As a co-founder and former member of AORTA, Lydia Pelot-Hobbs was an essential part of AORTA’s development and growth over her ten years with the organization. From 2009-2019, Lydia worked with a wide range of organizations and change-makers, providing political education and skills development on topics from anti-oppression fundamentals to strengthening solidarity economies to prison reform/abolition. Lydia departed her role as a worker-owner with AORTA in November 2019 to continue developing her academic writing and teaching on issues of mass criminalization, racial capitalism, and abolition geographies as a full-time scholar and professor. Below is Lydia’s bio from her days at AORTA:

Radicalized through the Unitarian Universalist youth movement as a teenager, Lydia’s politics are grounded in the revolutionary possibilities of transformative love and compassion. Currently splitting her time between Brooklyn and New Orleans, Lydia has organized in various movements for social and economic justice including supporting community-based struggles for affordable housing and prison reform/abolition. She is deeply committed to strengthening solidarity economies and served on the Board of the North American Students of Cooperation (NASCO) from 2007-2012.

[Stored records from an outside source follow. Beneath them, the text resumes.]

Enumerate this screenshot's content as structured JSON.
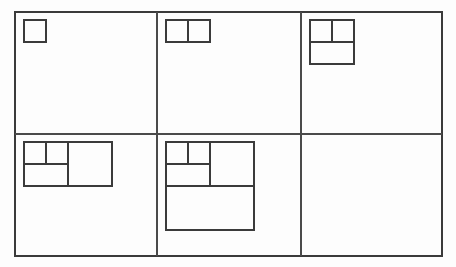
{
  "figure": {
    "background_color": "#fdfdfd",
    "line_color": "#3b3b3b",
    "divider_color": "#4a4a4a",
    "border": {
      "x": 15,
      "y": 12,
      "width": 427,
      "height": 244
    },
    "grid": {
      "columns": 3,
      "rows": 2,
      "vertical_dividers_x": [
        157,
        301
      ],
      "horizontal_dividers_y": [
        134
      ]
    },
    "unit_size": 22,
    "cells": [
      {
        "index": 1,
        "name": "cell-1-single-square",
        "label": "1",
        "origin": {
          "x": 24,
          "y": 20
        },
        "size": {
          "width": 22,
          "height": 22
        },
        "squares": [
          {
            "x": 0,
            "y": 0,
            "size": 22
          }
        ],
        "internal_lines": []
      },
      {
        "index": 2,
        "name": "cell-2-two-squares",
        "label": "1+1",
        "origin": {
          "x": 166,
          "y": 20
        },
        "size": {
          "width": 44,
          "height": 22
        },
        "squares": [
          {
            "x": 0,
            "y": 0,
            "size": 22
          },
          {
            "x": 22,
            "y": 0,
            "size": 22
          }
        ],
        "internal_lines": [
          {
            "x1": 22,
            "y1": 0,
            "x2": 22,
            "y2": 22
          }
        ]
      },
      {
        "index": 3,
        "name": "cell-3-square-pair-plus-two",
        "label": "1+1+2",
        "origin": {
          "x": 310,
          "y": 20
        },
        "size": {
          "width": 44,
          "height": 44
        },
        "squares": [
          {
            "x": 0,
            "y": 0,
            "size": 22
          },
          {
            "x": 22,
            "y": 0,
            "size": 22
          },
          {
            "x": 0,
            "y": 22,
            "size": 44
          }
        ],
        "internal_lines": [
          {
            "x1": 22,
            "y1": 0,
            "x2": 22,
            "y2": 22
          },
          {
            "x1": 0,
            "y1": 22,
            "x2": 44,
            "y2": 22
          }
        ]
      },
      {
        "index": 4,
        "name": "cell-4-plus-three",
        "label": "1+1+2+3",
        "origin": {
          "x": 24,
          "y": 142
        },
        "size": {
          "width": 88,
          "height": 44
        },
        "squares": [
          {
            "x": 0,
            "y": 0,
            "size": 22
          },
          {
            "x": 22,
            "y": 0,
            "size": 22
          },
          {
            "x": 0,
            "y": 22,
            "size": 44
          },
          {
            "x": 44,
            "y": 0,
            "size": 44
          }
        ],
        "internal_lines": [
          {
            "x1": 22,
            "y1": 0,
            "x2": 22,
            "y2": 22
          },
          {
            "x1": 0,
            "y1": 22,
            "x2": 44,
            "y2": 22
          },
          {
            "x1": 44,
            "y1": 0,
            "x2": 44,
            "y2": 44
          }
        ]
      },
      {
        "index": 5,
        "name": "cell-5-plus-four",
        "label": "1+1+2+3+4",
        "origin": {
          "x": 166,
          "y": 142
        },
        "size": {
          "width": 88,
          "height": 88
        },
        "squares": [
          {
            "x": 0,
            "y": 0,
            "size": 22
          },
          {
            "x": 22,
            "y": 0,
            "size": 22
          },
          {
            "x": 0,
            "y": 22,
            "size": 44
          },
          {
            "x": 44,
            "y": 0,
            "size": 44
          },
          {
            "x": 0,
            "y": 44,
            "size": 88
          }
        ],
        "internal_lines": [
          {
            "x1": 22,
            "y1": 0,
            "x2": 22,
            "y2": 22
          },
          {
            "x1": 0,
            "y1": 22,
            "x2": 44,
            "y2": 22
          },
          {
            "x1": 44,
            "y1": 0,
            "x2": 44,
            "y2": 44
          },
          {
            "x1": 0,
            "y1": 44,
            "x2": 88,
            "y2": 44
          }
        ]
      },
      {
        "index": 6,
        "name": "cell-6-empty",
        "label": "",
        "origin": {
          "x": 310,
          "y": 142
        },
        "size": {
          "width": 0,
          "height": 0
        },
        "squares": [],
        "internal_lines": []
      }
    ]
  }
}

Additionally, Lydia has brought her leadership towards the anti-racist/anti-oppressive transformation of several organizations including the Young Religious Unitarian Universalists (YRUU), the Oberlin College Student Cooperative Association (OSCA), Common Ground Relief, and NASCO. Most recently she is energized about interrogating and disrupting institutionalized patriarchy within organizations as crucial for collective liberation.

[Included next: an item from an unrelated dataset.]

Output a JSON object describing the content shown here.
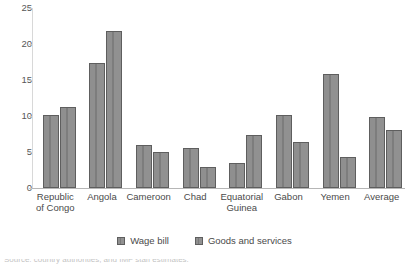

In addition, she dreams of building a radical left intellectualism grounded in and relevant to social movements. To that end, she is actively researching and writing untold stories of Southern antiprison organizing and white anti-racist activism through her doctoral work in Geography and American Studies.

She has facilitated workshops for a range of conferences and organizations including the Allied Media ConferenceWhite Privilege Conference, the National Worker Cooperative Conference, the Liberal Religious Educators AssociationBetter Future Project, and Madison Community Co-op. Lydia’s writing has appeared in Left Turn Magazine, The Indypendent, and Monthly Review.